Approaching Chornobyl


by Irene Zabytko

On a crowded Air Ukraine flight to Kyiv in 1992, I sat next to a plump woman who kept her elbow planted firmly on my armchair handle. She was returning home to Ukraine after a prosperous summer cleaning American vacation homes outside New York City. As we began our descent, she insisted, "Look out the window."

It was a pristine blue summer day, cloudless and innocent. "Look to the right," she demanded. As the plane descended, I saw a tower with blinking red lights. I thought it must be an antenna for a television station.

"Chornobyl," she whispered, then placed a conspiratorial finger over her lips and winked, as though it were a family secret not told to strangers.

The tower, ominously marking the site of the 1986 nuclear "accident," stands only 60 miles from Kyiv, where my mission was twofold: to teach college students English and to experience firsthand the sights, sounds and textures of Ukraine for the novel I was writing about Chornobyl.

First, though, there was the matter of my assimilation into a post-Soviet Ukrainian lifestyle that includes daunting shortages of basic sundries an American is used to - sugar, spices, aspirin, vitamins, toilet paper - and the shortages a writer would be especially sensitive about - paper, pens and real whole-bean coffee.

All of my students' accounts of their Chornobyl experiences were similar: initial disbelief that anything serious had happened, followed by growing suspicion of a typical Soviet cover-up, and finally anguished panic as nearly everyone tried to leave Kyiv. Those left behind were told to combat the radiation by thoroughly washing their clothes and themselves - hard to do in a city where, in normal times, hot water is regularly shut off without warning.

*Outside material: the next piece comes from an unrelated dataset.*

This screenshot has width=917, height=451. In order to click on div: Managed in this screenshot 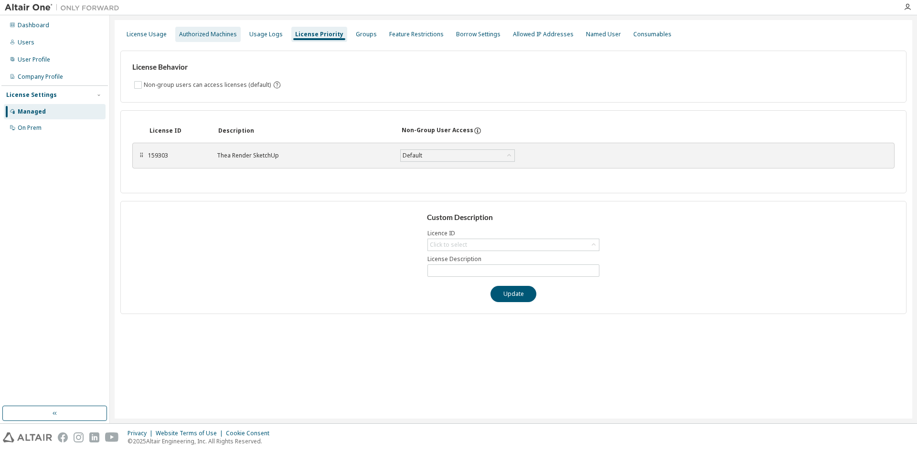, I will do `click(32, 112)`.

Some of my students bravely offered to accompany me on a visit to Chornobyl. Public transportation in Ukraine is sporadic at best and always unreliable, so I hired a private car and driver. We had no official permission to enter the "dead zone," but I wasn't going to pay the $500 our driver demanded. We managed to coax him to take us for a more reasonable rate, which included my Swatch watch.

The trip, though brief, was tantalizing in what it suggested. Outside the Kyiv city limits, we drove in maddening circles, wasting expensive gasoline, before we reached the dense forests and, finally, tiny villages where abandoned homes and fallow lands formed the depressing landscape.

But, every now and then, in the hazy distance, I thought I saw a thin spiral of smoke floating from the chimney of a dilapidated house. There were a few souls alive here. Were they the old people I had read about, the displaced elderly who had returned to their contaminated homes because they had nowhere else to live?

That day, though, the only living creatures we saw were two waddling geese on a dirt road and the policeman who pulled us over. "You came all the way here to get cancer?" he growled. "Get out of here before you get sick."

In 1995 I returned to Kyiv to visit my students. It was mid-September - potato-harvesting time, when nearly everyone in the country goes out to help harvest the precious potatoes. My students informed me that even the lands abandoned by the Chornobyl evacuees were planted with potatoes and other vegetables. No matter how dangerous the soil, the people must take the chance.

Despite government claims to the contrary, Chornobyl's radiation remains a persistent blight. And because Ukraine's economic situation has worsened since its independence eight years ago, plans to shut Chornobyl down in 2000 may have to be canceled. The new government says it cannot yet break its dependence on nuclear energy without Western aid. Money is also urgently needed to fix the leaking makeshift structure meant to contain the remains of the exploded reactor.

It is now admitted that leukemia and other radiation-related diseases have increased dramatically. In fact, most people seem to be suffering from general bad health, a condition the Ukrainian media has nicknamed "Chornobyl AIDS" - a breakdown of the immune system that's believed to be a result of radiation, pollution, depression, poverty, stress, corruption and alcoholism. In a country where doctors demand bribes, medicines are sold on the black market, and the people never have enough food, heat or money, it's easy to understand the physical and spiritual exhaustion of the Ukrainian population.

I worried about how wan my students looked. "Don't worry," they tried to reassure me, the coddled American. "We're used to it. And anyway, it'll pass."

I am awed by their resiliency and saddened by their forced cheerfulness. I wonder what other tragedies Ukraine will face in its struggles to survive.